History
The original Minneapolis Marines were a unique semi-pro team made up of players who had begun playing together as youngsters in 1905, in a youth league with a weight limit of 115 pounds. None of them ever played football for a high school or college team. Their top player was quarterback Rube Ursella, an outstanding kicker who had a 22-year professional career, including four stints as a player-coach in the NFL.
The Marines won the city championship in 1910, then lost in the title game two years in a row. One of the players, Johnny Dunn, took over as team manager in 1913 and brought in a coach, Ossie Solem, who had played end at the University of Minnesota.

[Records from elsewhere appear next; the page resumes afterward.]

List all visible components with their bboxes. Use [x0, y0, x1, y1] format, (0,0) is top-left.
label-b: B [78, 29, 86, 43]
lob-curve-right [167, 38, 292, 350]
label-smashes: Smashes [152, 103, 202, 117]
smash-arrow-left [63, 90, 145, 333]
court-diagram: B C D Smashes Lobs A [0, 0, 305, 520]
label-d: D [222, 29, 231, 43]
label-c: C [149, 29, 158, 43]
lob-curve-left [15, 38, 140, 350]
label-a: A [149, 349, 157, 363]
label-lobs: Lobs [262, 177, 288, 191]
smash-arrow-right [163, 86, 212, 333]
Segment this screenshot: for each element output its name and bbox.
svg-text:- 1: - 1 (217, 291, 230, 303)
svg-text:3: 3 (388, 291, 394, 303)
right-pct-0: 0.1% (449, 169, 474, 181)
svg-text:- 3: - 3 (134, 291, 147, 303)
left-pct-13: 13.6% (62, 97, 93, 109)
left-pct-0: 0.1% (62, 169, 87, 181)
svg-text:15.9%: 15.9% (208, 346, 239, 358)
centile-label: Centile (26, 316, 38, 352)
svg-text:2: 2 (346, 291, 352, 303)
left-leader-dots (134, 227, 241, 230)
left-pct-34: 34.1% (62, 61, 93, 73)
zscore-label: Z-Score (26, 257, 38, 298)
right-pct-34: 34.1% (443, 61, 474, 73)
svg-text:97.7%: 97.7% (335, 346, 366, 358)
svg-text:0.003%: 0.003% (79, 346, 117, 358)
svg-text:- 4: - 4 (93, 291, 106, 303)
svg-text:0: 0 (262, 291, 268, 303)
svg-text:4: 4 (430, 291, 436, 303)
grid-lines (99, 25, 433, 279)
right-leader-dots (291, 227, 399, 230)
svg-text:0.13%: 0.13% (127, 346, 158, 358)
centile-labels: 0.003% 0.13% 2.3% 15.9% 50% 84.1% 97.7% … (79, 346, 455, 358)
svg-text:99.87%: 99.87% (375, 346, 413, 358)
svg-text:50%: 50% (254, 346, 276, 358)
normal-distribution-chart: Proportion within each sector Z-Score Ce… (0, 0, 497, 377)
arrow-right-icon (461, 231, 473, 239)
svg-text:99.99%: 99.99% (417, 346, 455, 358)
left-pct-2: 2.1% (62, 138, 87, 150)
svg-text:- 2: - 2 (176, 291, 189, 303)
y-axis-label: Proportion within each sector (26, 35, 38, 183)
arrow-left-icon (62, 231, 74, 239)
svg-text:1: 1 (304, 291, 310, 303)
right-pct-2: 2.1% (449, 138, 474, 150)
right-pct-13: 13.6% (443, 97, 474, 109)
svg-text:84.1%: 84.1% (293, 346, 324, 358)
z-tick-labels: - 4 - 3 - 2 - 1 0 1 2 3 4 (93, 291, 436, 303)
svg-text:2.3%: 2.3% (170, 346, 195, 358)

Solem later coached Syracuse and Iowa. The team also added some outside players for the first time. The major addition was Bob Marshall, one of pro football's first black players. Marshall, who had starred at Minnesota, was a 6-foot-2, 195-pound end.
That year, the Marines won the city championship game, 33-0, and they followed that with a 48-0 victory in 1914.
Having overpowered the local opposition, Dunn moved the team to Nicollet Park, home of the Minneapolis Millers baseball team, and began scheduling games against out of town teams in 1915. Over the next three years, the Marines won 34 straight regular season games. However, they lost twice and played one tie in an annual Thanksgiving Day game against University of Minnesota all-star teams.
After missing the 1918 season entirely because of the influenza epidemic, the Marines lost several of their top players, including Marshall and Ursella, to the Rock Island Independents, and they were never again a top-notch team. In 1921, Dunn bought a franchise in the American Professional Football Association, hoping that games against APFA teams would bring in enough spectators and revenue to allow him to rebuild the team, but it didn't happen. He pulled out of the league, which had become the NFL, after the 1924 season.
In 1929, Dunn and Val Ness became co-owners of a new NFL franchise, the Minneapolis Red Jackets, so named because the Marines had worn red jerseys, but that didn't work either. Beginning November 8, 1930, the Red Jackets virtually merged with another weak team, the Frankford Yellow Jackets. Frankford could play home games only on Saturday because of Pennsylvania's blue laws, so the merged team played as the Yellow Jackets on Saturdays and as the Red Jackets on Sundays. That didn't help. After the season, Minneapolis dropped out of the NFL.